Collaboration and other more human centred capabilities also have an important advantage alongside market orientation or other work based capabilities. Innovation doesn’t just originate through better alignment with external opportunities - it also comes from developing the inherent potential of people working for the business. Together with the two-way links between the environment and the strategy, and the strategy and capability, this also helps the MOE to create value.

For example, another type of ecosystem (perhaps not a market oriented one, and perhaps not even one operating a very technologically based platform) might include communities alongside horizontal teams in order to build relationships and insights and support the people involved.

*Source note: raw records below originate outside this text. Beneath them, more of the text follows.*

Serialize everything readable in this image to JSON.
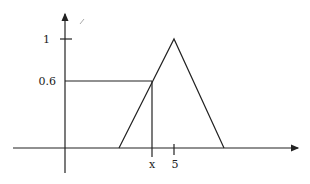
{
  "diagram": {
    "type": "triangular-membership-function",
    "y_axis": {
      "ticks": [
        {
          "label": "1",
          "value": 1
        },
        {
          "label": "0.6",
          "value": 0.6
        }
      ]
    },
    "x_axis": {
      "ticks": [
        {
          "label": "x"
        },
        {
          "label": "5",
          "value": 5
        }
      ]
    },
    "triangle": {
      "peak_label": "5",
      "peak_value": 1
    },
    "marker": {
      "x_label": "x",
      "y_label": "0.6"
    },
    "colors": {
      "line": "#222222",
      "background": "#ffffff"
    }
  }
}
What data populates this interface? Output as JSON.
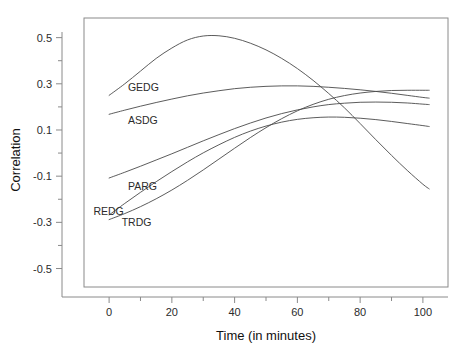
{
  "chart_data": {
    "type": "line",
    "title": "",
    "subtitle": "",
    "xlabel": "Time (in minutes)",
    "ylabel": "Correlation",
    "xlim": [
      -8,
      108
    ],
    "ylim": [
      -0.58,
      0.585
    ],
    "grid": false,
    "legend_position": "inline-labels",
    "x_ticks": [
      0,
      20,
      40,
      60,
      80,
      100
    ],
    "x_tick_labels": [
      "0",
      "20",
      "40",
      "60",
      "80",
      "100"
    ],
    "x_minor_ticks": [
      10,
      30,
      50,
      70,
      90
    ],
    "y_ticks": [
      0.5,
      0.3,
      0.1,
      -0.1,
      -0.3,
      -0.5
    ],
    "y_tick_labels": [
      "0.5",
      "0.3",
      "0.1",
      "-0.1",
      "-0.3",
      "-0.5"
    ],
    "x": [
      0,
      5,
      10,
      15,
      20,
      25,
      30,
      35,
      40,
      45,
      50,
      55,
      60,
      65,
      70,
      75,
      80,
      85,
      90,
      95,
      100,
      102
    ],
    "series": [
      {
        "name": "GEDG",
        "label": "GEDG",
        "color": "#4a4a4a",
        "label_x": 6,
        "label_y": 0.285,
        "values": [
          0.25,
          0.3,
          0.355,
          0.41,
          0.455,
          0.49,
          0.507,
          0.508,
          0.497,
          0.476,
          0.447,
          0.41,
          0.366,
          0.315,
          0.258,
          0.196,
          0.128,
          0.058,
          -0.01,
          -0.075,
          -0.135,
          -0.155
        ]
      },
      {
        "name": "ASDG",
        "label": "ASDG",
        "color": "#4a4a4a",
        "label_x": 6,
        "label_y": 0.145,
        "values": [
          0.168,
          0.186,
          0.203,
          0.219,
          0.234,
          0.248,
          0.26,
          0.27,
          0.279,
          0.285,
          0.289,
          0.291,
          0.291,
          0.289,
          0.285,
          0.28,
          0.274,
          0.267,
          0.259,
          0.25,
          0.241,
          0.238
        ]
      },
      {
        "name": "PARG",
        "label": "PARG",
        "color": "#4a4a4a",
        "label_x": 6,
        "label_y": -0.142,
        "values": [
          -0.108,
          -0.083,
          -0.057,
          -0.03,
          -0.003,
          0.025,
          0.053,
          0.08,
          0.106,
          0.13,
          0.152,
          0.171,
          0.187,
          0.2,
          0.21,
          0.216,
          0.22,
          0.221,
          0.22,
          0.217,
          0.212,
          0.21
        ]
      },
      {
        "name": "REDG",
        "label": "REDG",
        "color": "#4a4a4a",
        "label_x": -5,
        "label_y": -0.253,
        "values": [
          -0.268,
          -0.218,
          -0.17,
          -0.124,
          -0.08,
          -0.038,
          0.001,
          0.036,
          0.068,
          0.095,
          0.117,
          0.134,
          0.146,
          0.153,
          0.156,
          0.155,
          0.151,
          0.145,
          0.137,
          0.128,
          0.119,
          0.115
        ]
      },
      {
        "name": "TRDG",
        "label": "TRDG",
        "color": "#4a4a4a",
        "label_x": 4,
        "label_y": -0.3,
        "values": [
          -0.288,
          -0.262,
          -0.232,
          -0.198,
          -0.16,
          -0.118,
          -0.073,
          -0.026,
          0.021,
          0.067,
          0.11,
          0.149,
          0.183,
          0.211,
          0.233,
          0.249,
          0.26,
          0.267,
          0.271,
          0.272,
          0.272,
          0.272
        ]
      }
    ]
  }
}
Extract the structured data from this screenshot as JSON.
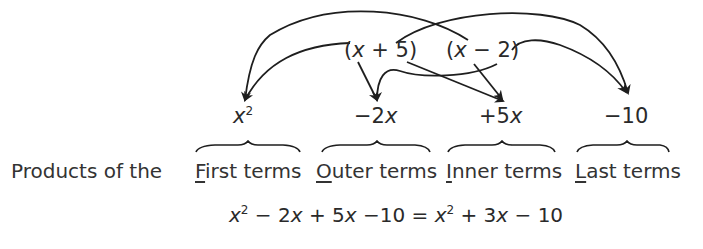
{
  "factors": [
    {
      "open": "(",
      "var": "x",
      "op": " + ",
      "num": "5",
      "close": ")"
    },
    {
      "open": "(",
      "var": "x",
      "op": " − ",
      "num": "2",
      "close": ")"
    }
  ],
  "products": [
    {
      "sign": "",
      "coef": "",
      "var": "x",
      "exp": "2"
    },
    {
      "sign": "−",
      "coef": "2",
      "var": "x",
      "exp": ""
    },
    {
      "sign": "+",
      "coef": "5",
      "var": "x",
      "exp": ""
    },
    {
      "sign": "−",
      "coef": "10",
      "var": "",
      "exp": ""
    }
  ],
  "row_label": "Products of the",
  "terms": [
    {
      "initial": "F",
      "rest": "irst terms"
    },
    {
      "initial": "O",
      "rest": "uter terms"
    },
    {
      "initial": "I",
      "rest": "nner terms"
    },
    {
      "initial": "L",
      "rest": "ast terms"
    }
  ],
  "equation": {
    "lhs_1_var": "x",
    "lhs_1_exp": "2",
    "lhs_2": " − 2",
    "lhs_2_var": "x",
    "lhs_3": " + 5",
    "lhs_3_var": "x",
    "lhs_4": " −10 = ",
    "rhs_1_var": "x",
    "rhs_1_exp": "2",
    "rhs_2": " + 3",
    "rhs_2_var": "x",
    "rhs_3": " − 10"
  },
  "colors": {
    "ink": "#2a2a2a",
    "background": "#ffffff"
  }
}
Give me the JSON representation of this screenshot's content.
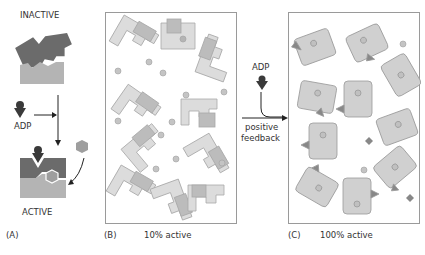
{
  "figure": {
    "panel_a": {
      "letter": "(A)",
      "top_label": "INACTIVE",
      "bottom_label": "ACTIVE",
      "effector_label": "ADP"
    },
    "panel_b": {
      "letter": "(B)",
      "caption": "10% active"
    },
    "panel_c": {
      "letter": "(C)",
      "caption": "100% active"
    },
    "arrow": {
      "effector_label": "ADP",
      "label_line1": "positive",
      "label_line2": "feedback"
    },
    "colors": {
      "dark_subunit": "#6b6b6b",
      "light_subunit": "#b4b4b4",
      "pale_subunit": "#dcdcdc",
      "ligand": "#9e9e9e",
      "effector": "#3a3a3a",
      "panel_border": "#9a9a9a"
    }
  }
}
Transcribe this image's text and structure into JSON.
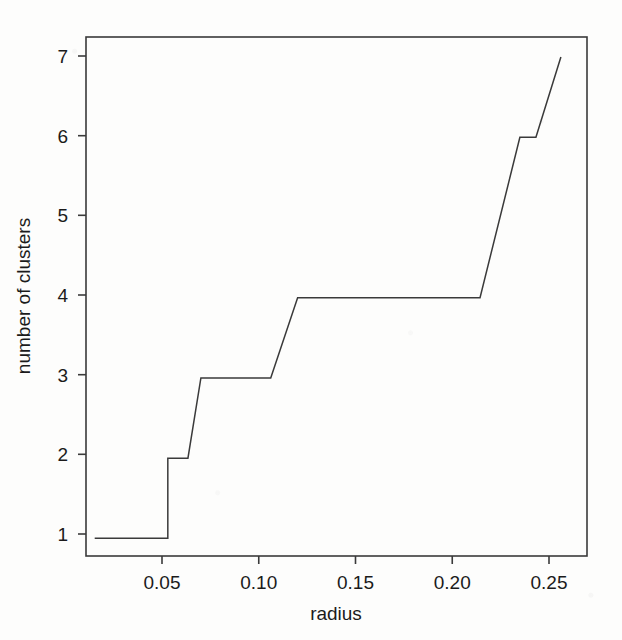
{
  "figure": {
    "background_color": "#fdfdfc",
    "ink_color": "#3a3a3a",
    "text_color": "#1b1b1b"
  },
  "chart_data": {
    "type": "line",
    "subtype": "step",
    "title": "",
    "xlabel": "radius",
    "ylabel": "number of clusters",
    "xlim": [
      0.0155,
      0.2745
    ],
    "ylim": [
      0.78,
      7.25
    ],
    "grid": false,
    "legend": null,
    "x_ticks": [
      0.05,
      0.1,
      0.15,
      0.2,
      0.25
    ],
    "x_tick_labels": [
      "0.05",
      "0.10",
      "0.15",
      "0.20",
      "0.25"
    ],
    "y_ticks": [
      1,
      2,
      3,
      4,
      5,
      6,
      7
    ],
    "y_tick_labels": [
      "1",
      "2",
      "3",
      "4",
      "5",
      "6",
      "7"
    ],
    "series": [
      {
        "name": "clusters",
        "x": [
          0.02,
          0.0578,
          0.0578,
          0.0682,
          0.0749,
          0.111,
          0.1249,
          0.2192,
          0.2398,
          0.2481,
          0.261
        ],
        "y": [
          1,
          1,
          2,
          2,
          3,
          3,
          4,
          4,
          6,
          6,
          7
        ]
      }
    ],
    "steps": [
      {
        "radius_start": 0.02,
        "radius_end": 0.058,
        "clusters": 1
      },
      {
        "radius_start": 0.058,
        "radius_end": 0.068,
        "clusters": 2
      },
      {
        "radius_start": 0.075,
        "radius_end": 0.111,
        "clusters": 3
      },
      {
        "radius_start": 0.125,
        "radius_end": 0.219,
        "clusters": 4
      },
      {
        "radius_start": 0.24,
        "radius_end": 0.248,
        "clusters": 6
      },
      {
        "radius_start": 0.261,
        "radius_end": 0.261,
        "clusters": 7
      }
    ]
  },
  "axes": {
    "x_axis_label": "radius",
    "y_axis_label": "number of clusters"
  }
}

However, even with these changes I still worry slightly that this MOE creation process looks a bit like strategic planning, whereas Arthur and Dave suggests MOEs need to develop strategic agility instead. I agree, although actually, I think strategic planning can still be performed within organisations, as long as it’s done at a high enough level and with a sufficiently inclusive approach. But I don’t think this will work for a whole ecosystem. Developing this has to be an incremental and emergent approach.

This is about making external connections with other organisations which might become partners later even if you can’t see exactly how. And it’s about preparing your own organisation to be more open to working with others, and more cellular and platform based internally too (through the use of horizontal teams, communities and networks, as in TSO). So designing your organisation and designing potential interfaces with other organisations rather than designing the whole ecosystem. I still think this fits with Arthur and Dave’s suggestion to “see the whole, but get started on only part of the transformation” too. And it works for any organisation, regardless of whether you want to, or are able to become the ecosystem orchestrator or not.